5. Create and foster community with your listeners

An engaged listener base will drive word of mouth, your cheapest and most effective form of advertising. Foster an engaged listener base by creating a community space where listeners can gather and share opinions and geek out over their shared love of your podcast/podcast topic. Facebook still tends to be a favorite for podcast listener groups. The setup is pretty easy, and the mechanics of Facebook groups function pretty well. 

Before you rush off to make your new podcast group, there’s one thing you’ll want to consider. Podcast groups can invite lively debate, so you need to ensure you have the resources to moderate the group. You’ll also want to make the rules of your group really clear, so it’s easy to enforce if and when issues arise. 
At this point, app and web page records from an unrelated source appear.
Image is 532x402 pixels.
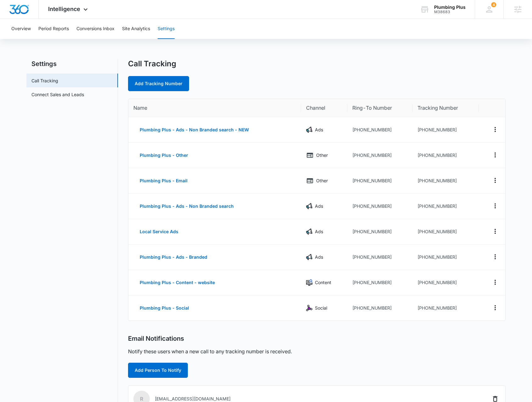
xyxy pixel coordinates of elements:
[490,226,500,236] button: Actions
[76,19,115,39] button: Conversions Inbox
[133,301,195,315] button: Plumbing Plus - Social
[490,277,500,288] button: Actions
[133,173,194,188] button: Plumbing Plus - Email
[412,219,479,245] td: [PHONE_NUMBER]
[491,2,496,7] span: 4
[347,168,412,194] td: [PHONE_NUMBER]
[412,194,479,219] td: [PHONE_NUMBER]
[301,99,347,117] th: Channel
[128,335,184,343] h2: Email Notifications
[38,19,69,39] button: Period Reports
[412,117,479,143] td: [PHONE_NUMBER]
[133,122,255,137] button: Plumbing Plus - Ads - Non Branded search - NEW
[316,152,328,159] p: Other
[157,19,174,39] button: Settings
[133,250,213,265] button: Plumbing Plus - Ads - Branded
[133,275,221,290] button: Plumbing Plus - Content - website
[128,99,301,117] th: Name
[315,228,323,235] p: Ads
[31,91,84,98] a: Connect Sales and Leads
[347,117,412,143] td: [PHONE_NUMBER]
[122,19,150,39] button: Site Analytics
[315,203,323,209] p: Ads
[412,296,479,321] td: [PHONE_NUMBER]
[315,254,323,261] p: Ads
[490,201,500,211] button: Actions
[306,127,312,133] img: Ads
[434,5,465,10] div: account name
[306,305,312,311] img: Social
[347,219,412,245] td: [PHONE_NUMBER]
[347,270,412,296] td: [PHONE_NUMBER]
[128,76,189,91] a: Add Tracking Number
[128,59,176,69] h1: Call Tracking
[306,203,312,209] img: Ads
[128,348,292,355] p: Notify these users when a new call to any tracking number is received.
[31,77,58,84] a: Call Tracking
[490,252,500,262] button: Actions
[315,279,331,286] p: Content
[315,126,323,133] p: Ads
[26,59,118,69] h2: Settings
[133,148,194,163] button: Plumbing Plus - Other
[133,199,240,214] button: Plumbing Plus - Ads - Non Branded search
[48,6,80,12] span: Intelligence
[347,99,412,117] th: Ring-To Number
[315,304,327,312] p: Social
[412,270,479,296] td: [PHONE_NUMBER]
[347,245,412,270] td: [PHONE_NUMBER]
[133,224,185,239] button: Local Service Ads
[412,168,479,194] td: [PHONE_NUMBER]
[491,2,496,7] div: notifications count
[434,10,465,14] div: account id
[347,194,412,219] td: [PHONE_NUMBER]
[490,303,500,313] button: Actions
[490,176,500,185] button: Actions
[316,177,328,184] p: Other
[306,254,312,260] img: Ads
[347,296,412,321] td: [PHONE_NUMBER]
[128,363,188,378] button: Add Person To Notify
[11,19,31,39] button: Overview
[306,279,312,286] img: Content
[412,245,479,270] td: [PHONE_NUMBER]
[490,125,500,134] button: Actions
[347,143,412,168] td: [PHONE_NUMBER]
[412,143,479,168] td: [PHONE_NUMBER]
[306,229,312,235] img: Ads
[412,99,479,117] th: Tracking Number
[490,150,500,160] button: Actions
6. Put budget into paid ads

The benefit of paid ads? They work more quickly than many other podcast marketing channels. The drawback is that it’s also often the most expensive listener acquisition strategy. The trick to getting the most out of your paid ads is to create custom ads designed specifically for each platform.

7. Drum up buzz with live events

As a podcast host, you know how to entertain. Invite your listeners to a live event or live recording. You can promote the live events within the podcast, as well as on your website, via email, and on social media. In addition to the revenue from ticket sales, live events give you the opportunity to spread your reach through word of mouth—often podcast listeners may invite a friend to the event who then becomes a new listener—and exposes your podcast to the venue’s existing audience (as most venues will promote your show in their email marketing). 

8. Sell podcast merch

There are two types of merch that you should consider selling: branded merch and meme merch. Branded merch is printed with the name of your show. When listeners wear branded merch, they’re effectively walking billboards for your podcast.

Meme merch refers to clothing and accessories that feature an inside joke. Meme merch has become enough of “a thing” that New York magazine recently devoted an article to the trend. Meme merch will be less directly promotional, but theirs still the chance that someone will discover your podcast if they see someone else wearing meme merch (and either Google it or talk to the person about it).

Level up your podcast marketing

Twilio SendGrid might not be able to edit that podcast episode for you, but we can make email marketing a breeze. With drag-and-drop tools, customizable templates, segmentation tools, and an industry-leading deliverability rate, we can help you take your podcast to the next level.